Rep. Liz Cheney played the role Democrats had chosen for her perfectly. She was to be the angry Republican patriot, giving bipartisan cover to Democrats who were looking to portray the January 6 riot as an organized plot to overthrow the government of the United States.
In this, Cheney performed beyond the Democrats' wildest dreams. What was billed as an investigation into the response of law enforcement to the riot and the security failures that led to the storming of the Capitol became, under Cheney's tutelage, an exposé of a far-reaching plan involving dozens of right-wing organizations and hundreds of people to change the outcome of the 2020 presidential election.
How they were going to do this is, well, kinda fuzzy. There are 10,000 battle-hardened Marines in and around the Capitol with tanks and artillery. One assumes if a real insurrection had begun, the Marines would have been deployed against Oath Keeping ruffians, Proud Boy hooligans, and other various and sundry "dangerous characters."
Suffice it to say, the U.S. government was in as much danger as the Weimer Republic was when Hitler tried his Beer Hall Putsch in 1923. That is - no danger at all.
But Cheney was banking on the hearings to catapult her moribund political career, according to some of the committee aides who spoke to the Washington Post.
Several committee staff members were floored earlier this month when they were told that a draft report would focus almost entirely on Trump and the work of the committee's Gold Team, excluding reams of other investigative work.
Potentially left on the cutting room floor, or relegated to an appendix, were many revelations from the Blue Team - the group that dug into the law enforcement and intelligence community's failure to assess the looming threat and prepare for the well-forecast attack on the Capitol. The proposed report would also cut back on much of the work of the Green Team, which looked at financing for the Jan. 6 attack, and the Purple Team, which examined militia groups and extremism.
"We all came from prestigious jobs, dropping what we were doing because we were told this would be an important fact-finding investigation that would inform the public," one former committee staffer told the Post. "But when [the committee] became a Cheney 2024 campaign, many of us became discouraged."
In other words, the real work the committee did to explain the breakdowns that led to the penetration of one of the most sensitive places in our republic by an out-of-control mob was sacrificed so that the committee's co-chairman - one of only two Republicans seated on the committee - could use the hearings to advance her career.
The committee has been trying from the start to connect Trump to the planning and execution of whatever plot there was to either change the outcome of the election or overthrow the government - Democrats aren't exactly clear on which. But every "blockbuster revelation" has failed to prove anything that would lead to an indictment of Trump for "insurrection."
Some staffers noted that the mission of the committee - as spelled out in the resolution authorizing its formation - was to discover what political forces and intelligence and security failures allowed the U.S. Capitol Police and its partners to be so overwhelmed and ill-prepared for the attack and to ensure that such an event could not happen again. Leaving any relevant information out of the final report would ignore important lessons for the future and issues that will outlive Trump, they argued.
But in the wake of an NBC News story earlier this month that the final report would not include much of the panel's work not directly related to Trump, lawmakers on the committee are now reassessing what to include in the final draft and also eyeing different ways to publicly share more of the investigators' work outside of the report. That could include sharing findings on the committee's website or releasing internal transcripts.
You can bet the main committee report will try to frame the event as a Donald Trump show from beginning to end, top to bottom. We already know that the committee's work has had zero political impact, judging by the recent midterm elections. It's likely that the final report by the committee will experience life for a couple of news cycles and then disappear as an issue.
Liz Cheney may run for president. But it would be a vanity run considering her standing with the Republican Party.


TRY IT:
Set down every entry exactly as given. Pictures are to be left out.

====

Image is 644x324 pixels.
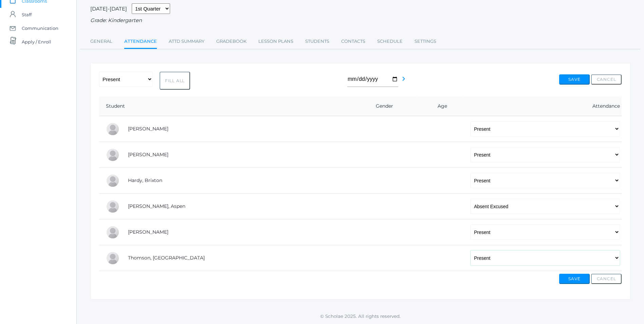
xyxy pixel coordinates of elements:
[106,174,120,187] div: Brixton Hardy
[341,35,365,48] a: Contacts
[22,35,51,49] span: Apply / Enroll
[22,8,32,21] span: Staff
[22,21,59,35] span: Communication
[128,151,168,158] a: [PERSON_NAME]
[464,96,621,116] th: Attendance
[128,177,162,183] a: Hardy, Brixton
[159,71,190,90] button: Fill All
[591,74,621,84] button: Cancel
[106,199,120,213] div: Aspen Hemingway
[99,96,347,116] th: Student
[559,74,590,84] button: Save
[106,251,120,265] div: Everest Thomson
[416,96,464,116] th: Age
[106,122,120,136] div: Abigail Backstrom
[377,35,403,48] a: Schedule
[125,35,157,50] a: Attendance
[400,78,408,84] a: chevron_right
[258,35,293,48] a: Lesson Plans
[128,228,168,235] a: [PERSON_NAME]
[217,35,246,48] a: Gradebook
[415,35,436,48] a: Settings
[305,35,329,48] a: Students
[591,274,621,284] button: Cancel
[128,203,185,209] a: [PERSON_NAME], Aspen
[128,255,205,260] a: Thomson, [GEOGRAPHIC_DATA]
[76,313,644,319] p: © Scholae 2025. All rights reserved.
[347,96,416,116] th: Gender
[128,125,168,132] a: [PERSON_NAME]
[91,17,631,25] div: Grade: Kindergarten
[106,226,120,239] div: Nico Hurley
[400,75,408,83] i: chevron_right
[91,35,113,48] a: General
[106,148,120,161] div: Nolan Gagen
[91,6,127,12] span: [DATE]-[DATE]
[168,35,205,48] a: Attd Summary
[559,274,590,284] button: Save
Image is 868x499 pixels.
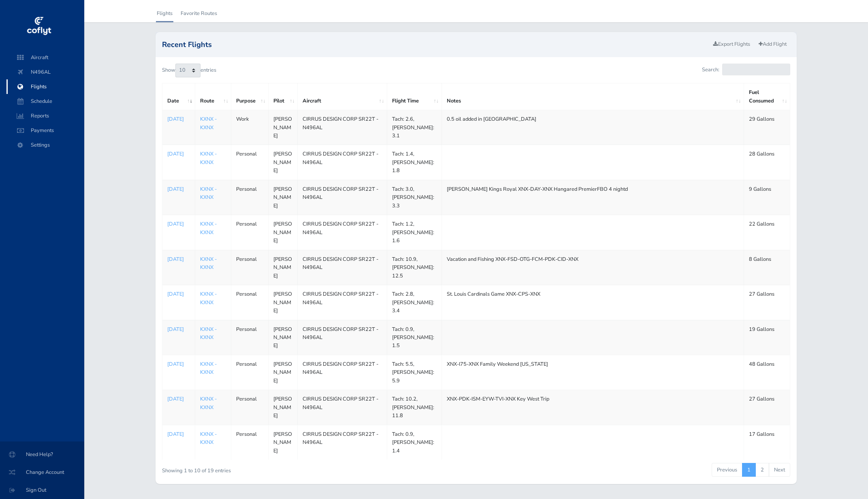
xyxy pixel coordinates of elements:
td: CIRRUS DESIGN CORP SR22T - N496AL [297,110,388,145]
td: [PERSON_NAME] [268,320,297,355]
h2: Recent Flights [162,41,709,48]
select: Showentries [175,64,200,78]
td: CIRRUS DESIGN CORP SR22T - N496AL [297,320,388,355]
td: Tach: 10.9, [PERSON_NAME]: 12.5 [387,250,441,284]
td: Personal [231,215,268,250]
a: Flights [156,5,173,23]
td: 19 Gallons [743,320,789,355]
a: [DATE] [168,185,190,193]
td: CIRRUS DESIGN CORP SR22T - N496AL [297,355,388,389]
span: Aircraft [14,51,76,65]
td: [PERSON_NAME] [268,215,297,250]
span: Reports [14,109,76,123]
a: KXNX - KXNX [200,255,217,271]
td: [PERSON_NAME] [268,145,297,179]
label: Show entries [162,64,216,78]
a: [DATE] [168,219,190,228]
span: Settings [14,138,76,152]
span: N496AL [14,65,76,79]
td: Tach: 1.2, [PERSON_NAME]: 1.6 [387,215,441,250]
a: KXNX - KXNX [200,220,217,235]
a: KXNX - KXNX [200,185,217,201]
td: CIRRUS DESIGN CORP SR22T - N496AL [297,250,388,284]
span: Need Help? [10,447,75,461]
div: Showing 1 to 10 of 19 entries [162,461,418,475]
td: Personal [231,424,268,460]
span: Flights [14,79,76,94]
td: Tach: 10.2, [PERSON_NAME]: 11.8 [387,390,441,424]
td: Personal [231,390,268,424]
a: [DATE] [168,150,190,158]
td: 8 Gallons [743,250,789,284]
td: 27 Gallons [743,390,789,424]
td: 0.5 oil added in [GEOGRAPHIC_DATA] [441,110,743,145]
td: 48 Gallons [743,355,789,389]
td: [PERSON_NAME] [268,355,297,389]
td: [PERSON_NAME] [268,179,297,215]
a: KXNX - KXNX [200,150,217,166]
td: Tach: 2.6, [PERSON_NAME]: 3.1 [387,110,441,145]
th: Route: activate to sort column ascending [195,83,231,110]
th: Flight Time: activate to sort column ascending [387,83,441,110]
td: CIRRUS DESIGN CORP SR22T - N496AL [297,145,388,179]
td: Tach: 2.8, [PERSON_NAME]: 3.4 [387,285,441,320]
span: Sign Out [10,482,75,497]
th: Purpose: activate to sort column ascending [231,83,268,110]
a: KXNX - KXNX [200,326,217,340]
td: CIRRUS DESIGN CORP SR22T - N496AL [297,424,388,460]
td: CIRRUS DESIGN CORP SR22T - N496AL [297,285,388,320]
td: 9 Gallons [743,179,789,215]
a: [DATE] [168,395,190,402]
td: Work [231,110,268,145]
td: CIRRUS DESIGN CORP SR22T - N496AL [297,390,388,424]
td: Personal [231,145,268,179]
td: Personal [231,355,268,389]
th: Aircraft: activate to sort column ascending [297,83,388,110]
td: Tach: 3.0, [PERSON_NAME]: 3.3 [387,179,441,215]
td: Tach: 1.4, [PERSON_NAME]: 1.8 [387,145,441,179]
td: Tach: 0.9, [PERSON_NAME]: 1.4 [387,424,441,460]
th: Fuel Consumed: activate to sort column ascending [743,83,789,110]
label: Search: [702,64,789,75]
a: 1 [742,463,755,476]
a: Export Flights [709,38,754,51]
a: [DATE] [168,255,190,264]
td: Tach: 0.9, [PERSON_NAME]: 1.5 [387,320,441,355]
a: KXNX - KXNX [200,395,217,411]
td: Personal [231,250,268,284]
a: [DATE] [168,325,190,333]
a: [DATE] [168,290,190,298]
a: Next [769,463,790,476]
a: [DATE] [168,430,190,438]
td: [PERSON_NAME] [268,285,297,320]
a: [DATE] [168,360,190,368]
td: XNX-I75-XNX Family Weekend [US_STATE] [441,355,743,389]
td: Personal [231,285,268,320]
td: 28 Gallons [743,145,789,179]
a: KXNX - KXNX [200,360,217,376]
img: coflyt logo [25,14,52,38]
td: [PERSON_NAME] [268,424,297,460]
a: Add Flight [755,38,790,51]
a: [DATE] [168,114,190,123]
th: Pilot: activate to sort column ascending [268,83,297,110]
span: Payments [14,123,76,138]
a: KXNX - KXNX [200,430,217,446]
a: KXNX - KXNX [200,115,217,131]
td: [PERSON_NAME] [268,390,297,424]
input: Search: [723,64,790,75]
span: Schedule [14,94,76,109]
td: 22 Gallons [743,215,789,250]
td: [PERSON_NAME] [268,250,297,284]
td: 27 Gallons [743,285,789,320]
td: 29 Gallons [743,110,789,145]
a: KXNX - KXNX [200,290,217,306]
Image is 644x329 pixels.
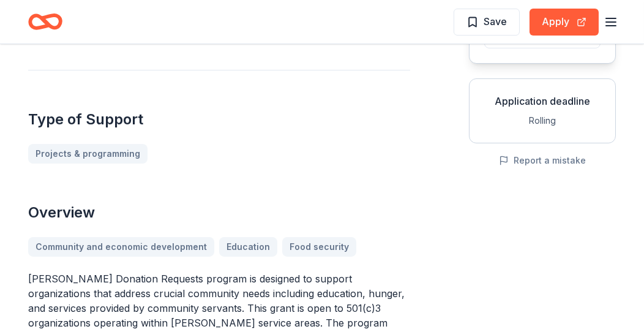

====

YOUR RESPONSE:
Image is 644x324 pixels.
xyxy pixel coordinates of elements:
[106,174,120,187] div: Brixton Hardy
[341,35,365,48] a: Contacts
[22,35,51,49] span: Apply / Enroll
[22,8,32,21] span: Staff
[22,21,59,35] span: Communication
[128,151,168,158] a: [PERSON_NAME]
[464,96,621,116] th: Attendance
[128,177,162,183] a: Hardy, Brixton
[159,71,190,90] button: Fill All
[591,74,621,84] button: Cancel
[106,199,120,213] div: Aspen Hemingway
[99,96,347,116] th: Student
[559,74,590,84] button: Save
[106,251,120,265] div: Everest Thomson
[416,96,464,116] th: Age
[106,122,120,136] div: Abigail Backstrom
[377,35,403,48] a: Schedule
[125,35,157,50] a: Attendance
[400,78,408,84] a: chevron_right
[258,35,293,48] a: Lesson Plans
[128,228,168,235] a: [PERSON_NAME]
[217,35,246,48] a: Gradebook
[415,35,436,48] a: Settings
[305,35,329,48] a: Students
[591,274,621,284] button: Cancel
[128,203,185,209] a: [PERSON_NAME], Aspen
[128,255,205,260] a: Thomson, [GEOGRAPHIC_DATA]
[76,313,644,319] p: © Scholae 2025. All rights reserved.
[347,96,416,116] th: Gender
[128,125,168,132] a: [PERSON_NAME]
[91,17,631,25] div: Grade: Kindergarten
[106,226,120,239] div: Nico Hurley
[400,75,408,83] i: chevron_right
[91,35,113,48] a: General
[106,148,120,161] div: Nolan Gagen
[91,6,127,12] span: [DATE]-[DATE]
[168,35,205,48] a: Attd Summary
[559,274,590,284] button: Save
Image is 868x499 pixels.
xyxy pixel coordinates of elements:
td: CIRRUS DESIGN CORP SR22T - N496AL [297,110,388,145]
td: [PERSON_NAME] [268,320,297,355]
h2: Recent Flights [162,41,709,48]
select: Showentries [175,64,200,78]
td: CIRRUS DESIGN CORP SR22T - N496AL [297,320,388,355]
td: Tach: 10.9, [PERSON_NAME]: 12.5 [387,250,441,284]
td: Personal [231,215,268,250]
a: Flights [156,5,173,23]
td: 19 Gallons [743,320,789,355]
a: [DATE] [168,185,190,193]
td: CIRRUS DESIGN CORP SR22T - N496AL [297,355,388,389]
span: Aircraft [14,51,76,65]
td: [PERSON_NAME] [268,215,297,250]
span: Reports [14,109,76,123]
a: KXNX - KXNX [200,255,217,271]
td: [PERSON_NAME] [268,145,297,179]
label: Show entries [162,64,216,78]
a: [DATE] [168,219,190,228]
span: Settings [14,138,76,152]
span: N496AL [14,65,76,79]
td: Tach: 1.2, [PERSON_NAME]: 1.6 [387,215,441,250]
a: KXNX - KXNX [200,220,217,235]
a: KXNX - KXNX [200,185,217,201]
td: CIRRUS DESIGN CORP SR22T - N496AL [297,250,388,284]
span: Need Help? [10,447,75,461]
div: Showing 1 to 10 of 19 entries [162,461,418,475]
td: Personal [231,424,268,460]
span: Flights [14,79,76,94]
td: Tach: 10.2, [PERSON_NAME]: 11.8 [387,390,441,424]
td: Personal [231,390,268,424]
a: [DATE] [168,150,190,158]
td: 8 Gallons [743,250,789,284]
td: 27 Gallons [743,390,789,424]
td: 0.5 oil added in [GEOGRAPHIC_DATA] [441,110,743,145]
td: 48 Gallons [743,355,789,389]
td: [PERSON_NAME] [268,355,297,389]
td: [PERSON_NAME] [268,179,297,215]
a: KXNX - KXNX [200,150,217,166]
td: Tach: 2.6, [PERSON_NAME]: 3.1 [387,110,441,145]
th: Route: activate to sort column ascending [195,83,231,110]
th: Flight Time: activate to sort column ascending [387,83,441,110]
td: CIRRUS DESIGN CORP SR22T - N496AL [297,145,388,179]
td: Tach: 2.8, [PERSON_NAME]: 3.4 [387,285,441,320]
span: Sign Out [10,482,75,497]
th: Purpose: activate to sort column ascending [231,83,268,110]
a: KXNX - KXNX [200,326,217,340]
td: CIRRUS DESIGN CORP SR22T - N496AL [297,424,388,460]
td: CIRRUS DESIGN CORP SR22T - N496AL [297,285,388,320]
td: 9 Gallons [743,179,789,215]
a: [DATE] [168,395,190,402]
td: Work [231,110,268,145]
td: CIRRUS DESIGN CORP SR22T - N496AL [297,390,388,424]
td: Personal [231,145,268,179]
td: Personal [231,355,268,389]
th: Aircraft: activate to sort column ascending [297,83,388,110]
td: Tach: 3.0, [PERSON_NAME]: 3.3 [387,179,441,215]
td: Tach: 1.4, [PERSON_NAME]: 1.8 [387,145,441,179]
td: Tach: 0.9, [PERSON_NAME]: 1.4 [387,424,441,460]
th: Fuel Consumed: activate to sort column ascending [743,83,789,110]
label: Search: [702,64,789,75]
a: 1 [742,463,755,476]
a: Export Flights [709,38,754,51]
a: [DATE] [168,255,190,264]
td: Tach: 0.9, [PERSON_NAME]: 1.5 [387,320,441,355]
a: KXNX - KXNX [200,395,217,411]
td: Personal [231,250,268,284]
a: [DATE] [168,325,190,333]
a: [DATE] [168,290,190,298]
a: Next [769,463,790,476]
a: [DATE] [168,430,190,438]
td: [PERSON_NAME] [268,285,297,320]
a: [DATE] [168,360,190,368]
td: XNX-I75-XNX Family Weekend [US_STATE] [441,355,743,389]
td: Personal [231,285,268,320]
td: 28 Gallons [743,145,789,179]
a: KXNX - KXNX [200,360,217,376]
img: coflyt logo [25,14,52,38]
td: [PERSON_NAME] [268,424,297,460]
a: Add Flight [755,38,790,51]
a: [DATE] [168,114,190,123]
th: Pilot: activate to sort column ascending [268,83,297,110]
span: Payments [14,123,76,138]
a: KXNX - KXNX [200,430,217,446]
a: KXNX - KXNX [200,115,217,131]
td: [PERSON_NAME] [268,390,297,424]
input: Search: [723,64,790,75]
span: Schedule [14,94,76,109]
td: 22 Gallons [743,215,789,250]
td: [PERSON_NAME] [268,250,297,284]
td: 27 Gallons [743,285,789,320]
td: 29 Gallons [743,110,789,145]
a: KXNX - KXNX [200,290,217,306]
Image is 644x329 pixels.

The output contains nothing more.